Mars sample return
Missions to Mars have made many exciting discoveries that have transformed our understanding of the planet, but the next step is to bring samples to Earth for detailed analysis in sophisticated laboratories.
Orbiters, landers and rovers sent to Mars carry compact equipment and instruments that limit the science that can be achieved on any given mission. Studying Mars samples on Earth will allow scientists to share resources and send samples to the best laboratories around the world for analysis – laboratories so complicated and heavy they would be impossible to take to Mars.
Here, they can be analysed by the most sophisticated equipment and techniques, in turn allowing scientists to verify results independently. In addition, as our equipment improves and new advances are made, samples can be reanalysed and new information extracted – as continues to happen on lunar samples brought to Earth in the 1960s and 1970s.
Bringing Mars to Earth
Bringing samples from Mars is the logical next step for robotic exploration and it will require multiple missions that will be more challenging and more advanced than any robotic missions before. Accomplishments in robotic exploration in recent years have increased confidence in success – multiple launches will be necessary to deliver samples from Mars.
ESA is working with NASA to explore mission concepts for an international Mars Sample Return campaign between 2020 and 2030.
Several launches will be necessary to accomplish landing, collecting, storing and finding samples and delivering them to Earth.
NASA’s Mars 2020 mission will explore the surface and rigorously document and store a set of samples in canisters in strategic areas to be retrieved later for flight to Earth.
Once the samples have been collected in what can be likened to an interplanetary treasure hunt, they will be loaded into a single large canister on the Mars Ascent Vehicle (MAV). This vehicle will perform the first liftoff from Mars and carry the container into Mars orbit.
ESA’s Earth Return Orbiter will be the next mission, timed to capture the basketball-size sample container orbiting Mars. The samples will be sealed in a biocontainment system to prevent contaminating Earth with unsterilised material before being moved into an Earth entry capsule.
The spacecraft will then return to Earth, where it will release the entry capsule for the samples to end up in a specialised handling facility.
Partnership for Mars
Returning samples to Earth from Mars is expected to be the most complex robotic space flight campaign ever attempted. The NASA/ESA Mars Sample Return Campaign promises to revolutionise humanity’s understanding of Mars by bringing scientifically selected samples to Earth for study using the most sophisticated instruments around the world. The campaign would fulfill a solar system exploration goal, a high priority since the 1970s and in the last three National Academy of Sciences Planetary Decadal Surveys.
This strategic NASA and ESA partnership would be the first mission to return scientifically selected samples from another planet and the first launch from the surface of another planet. The samples collected by NASA’s Perseverance Mars rover during its exploration of an ancient lakebed are thought to present the best opportunity to reveal clues about the early evolution of Mars, including the potential for past life. By better understanding the history of Mars, we would improve our understanding of all rocky planets in the solar system, including Earth.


#### Problem to solve
The reply should contain all the data below, repeated exactly, and none of the images.

#### Material provided
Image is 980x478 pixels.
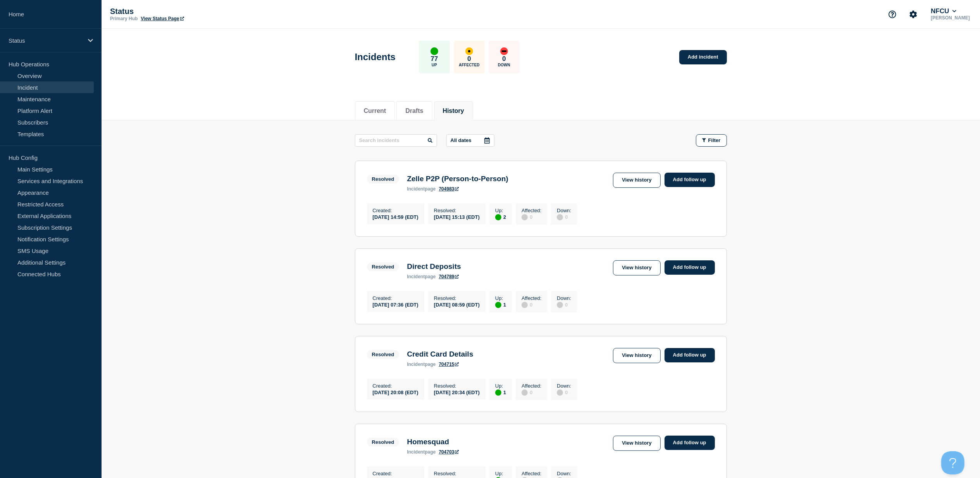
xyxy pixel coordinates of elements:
[495,302,502,308] div: up
[495,301,506,308] div: 1
[522,301,542,308] div: 0
[432,63,437,67] p: Up
[407,262,461,271] h3: Direct Deposits
[434,207,480,213] p: Resolved :
[522,213,542,220] div: 0
[355,51,396,63] h1: Incidents
[407,437,459,446] h3: Homesquad
[495,389,502,395] div: up
[613,435,660,451] a: View history
[665,173,715,187] a: Add follow up
[407,350,473,359] h3: Credit Card Details
[522,471,542,476] p: Affected :
[110,16,138,21] p: Primary Hub
[495,295,506,301] p: Up :
[373,471,418,476] p: Created :
[407,274,436,279] p: page
[557,389,571,395] div: 0
[451,137,472,143] p: All dates
[665,435,715,450] a: Add follow up
[884,6,901,23] button: Support
[434,301,480,307] div: [DATE] 08:59 (EDT)
[434,383,480,389] p: Resolved :
[522,389,542,395] div: 0
[502,55,506,63] p: 0
[367,350,400,359] span: Resolved
[557,301,571,308] div: 0
[439,361,459,367] a: 704715
[367,262,400,271] span: Resolved
[708,137,721,143] span: Filter
[929,15,971,21] p: [PERSON_NAME]
[373,301,418,307] div: [DATE] 07:36 (EDT)
[407,186,425,191] span: incident
[613,260,660,275] a: View history
[373,389,418,395] div: [DATE] 20:08 (EDT)
[434,389,480,395] div: [DATE] 20:34 (EDT)
[495,383,506,389] p: Up :
[557,389,563,395] div: disabled
[446,134,494,147] button: All dates
[557,207,571,213] p: Down :
[929,7,958,15] button: NFCU
[439,186,459,191] a: 704983
[557,383,571,389] p: Down :
[364,107,386,115] button: Current
[407,361,436,367] p: page
[407,274,425,279] span: incident
[439,449,459,455] a: 704703
[430,47,438,55] div: up
[407,186,436,191] p: page
[434,213,480,220] div: [DATE] 15:13 (EDT)
[680,50,727,65] a: Add incident
[522,214,528,220] div: disabled
[557,295,571,301] p: Down :
[367,175,400,183] span: Resolved
[459,63,480,67] p: Affected
[613,348,660,363] a: View history
[495,214,502,220] div: up
[522,302,528,308] div: disabled
[407,449,425,455] span: incident
[495,213,506,220] div: 2
[373,295,418,301] p: Created :
[500,47,508,55] div: down
[434,295,480,301] p: Resolved :
[495,207,506,213] p: Up :
[430,55,438,63] p: 77
[141,16,184,21] a: View Status Page
[407,361,425,367] span: incident
[407,175,508,183] h3: Zelle P2P (Person-to-Person)
[110,7,265,16] p: Status
[665,348,715,362] a: Add follow up
[522,383,542,389] p: Affected :
[466,47,473,55] div: affected
[373,213,418,220] div: [DATE] 14:59 (EDT)
[557,302,563,308] div: disabled
[405,107,423,115] button: Drafts
[557,471,571,476] p: Down :
[613,173,660,188] a: View history
[373,207,418,213] p: Created :
[905,6,921,23] button: Account settings
[407,449,436,455] p: page
[557,214,563,220] div: disabled
[373,383,418,389] p: Created :
[557,213,571,220] div: 0
[355,134,437,147] input: Search incidents
[367,437,400,447] span: Resolved
[941,451,965,474] iframe: Help Scout Beacon - Open
[522,207,542,213] p: Affected :
[468,55,471,63] p: 0
[495,471,506,476] p: Up :
[495,389,506,395] div: 1
[522,389,528,395] div: disabled
[522,295,542,301] p: Affected :
[498,63,510,67] p: Down
[439,274,459,279] a: 704789
[434,471,480,476] p: Resolved :
[443,107,464,115] button: History
[665,260,715,275] a: Add follow up
[9,37,83,44] p: Status
[696,134,727,147] button: Filter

#### Exercise solution
Image is 980x478 pixels.
xyxy pixel coordinates of elements:
[495,302,502,308] div: up
[495,301,506,308] div: 1
[522,301,542,308] div: 0
[432,63,437,67] p: Up
[407,262,461,271] h3: Direct Deposits
[434,207,480,213] p: Resolved :
[522,213,542,220] div: 0
[355,51,396,63] h1: Incidents
[407,437,459,446] h3: Homesquad
[495,389,502,395] div: up
[613,435,660,451] a: View history
[665,173,715,187] a: Add follow up
[407,350,473,359] h3: Credit Card Details
[522,471,542,476] p: Affected :
[110,16,138,21] p: Primary Hub
[495,295,506,301] p: Up :
[373,471,418,476] p: Created :
[407,274,436,279] p: page
[557,389,571,395] div: 0
[451,137,472,143] p: All dates
[665,435,715,450] a: Add follow up
[884,6,901,23] button: Support
[434,301,480,307] div: [DATE] 08:59 (EDT)
[434,383,480,389] p: Resolved :
[522,389,542,395] div: 0
[502,55,506,63] p: 0
[367,350,400,359] span: Resolved
[557,301,571,308] div: 0
[439,361,459,367] a: 704715
[367,262,400,271] span: Resolved
[708,137,721,143] span: Filter
[929,15,971,21] p: [PERSON_NAME]
[373,301,418,307] div: [DATE] 07:36 (EDT)
[407,186,425,191] span: incident
[613,260,660,275] a: View history
[373,389,418,395] div: [DATE] 20:08 (EDT)
[434,389,480,395] div: [DATE] 20:34 (EDT)
[495,383,506,389] p: Up :
[557,389,563,395] div: disabled
[446,134,494,147] button: All dates
[557,207,571,213] p: Down :
[929,7,958,15] button: NFCU
[439,186,459,191] a: 704983
[557,383,571,389] p: Down :
[364,107,386,115] button: Current
[407,361,436,367] p: page
[407,274,425,279] span: incident
[439,449,459,455] a: 704703
[430,47,438,55] div: up
[407,186,436,191] p: page
[434,213,480,220] div: [DATE] 15:13 (EDT)
[680,50,727,65] a: Add incident
[522,214,528,220] div: disabled
[557,295,571,301] p: Down :
[367,175,400,183] span: Resolved
[459,63,480,67] p: Affected
[613,348,660,363] a: View history
[495,214,502,220] div: up
[522,302,528,308] div: disabled
[407,449,425,455] span: incident
[495,213,506,220] div: 2
[373,295,418,301] p: Created :
[500,47,508,55] div: down
[434,295,480,301] p: Resolved :
[495,207,506,213] p: Up :
[430,55,438,63] p: 77
[141,16,184,21] a: View Status Page
[407,361,425,367] span: incident
[407,175,508,183] h3: Zelle P2P (Person-to-Person)
[110,7,265,16] p: Status
[665,348,715,362] a: Add follow up
[522,383,542,389] p: Affected :
[466,47,473,55] div: affected
[373,213,418,220] div: [DATE] 14:59 (EDT)
[557,302,563,308] div: disabled
[405,107,423,115] button: Drafts
[557,471,571,476] p: Down :
[613,173,660,188] a: View history
[373,207,418,213] p: Created :
[905,6,921,23] button: Account settings
[407,449,436,455] p: page
[557,214,563,220] div: disabled
[373,383,418,389] p: Created :
[557,213,571,220] div: 0
[355,134,437,147] input: Search incidents
[367,437,400,447] span: Resolved
[941,451,965,474] iframe: Help Scout Beacon - Open
[522,207,542,213] p: Affected :
[468,55,471,63] p: 0
[495,471,506,476] p: Up :
[495,389,506,395] div: 1
[522,389,528,395] div: disabled
[522,295,542,301] p: Affected :
[498,63,510,67] p: Down
[439,274,459,279] a: 704789
[434,471,480,476] p: Resolved :
[443,107,464,115] button: History
[665,260,715,275] a: Add follow up
[9,37,83,44] p: Status
[696,134,727,147] button: Filter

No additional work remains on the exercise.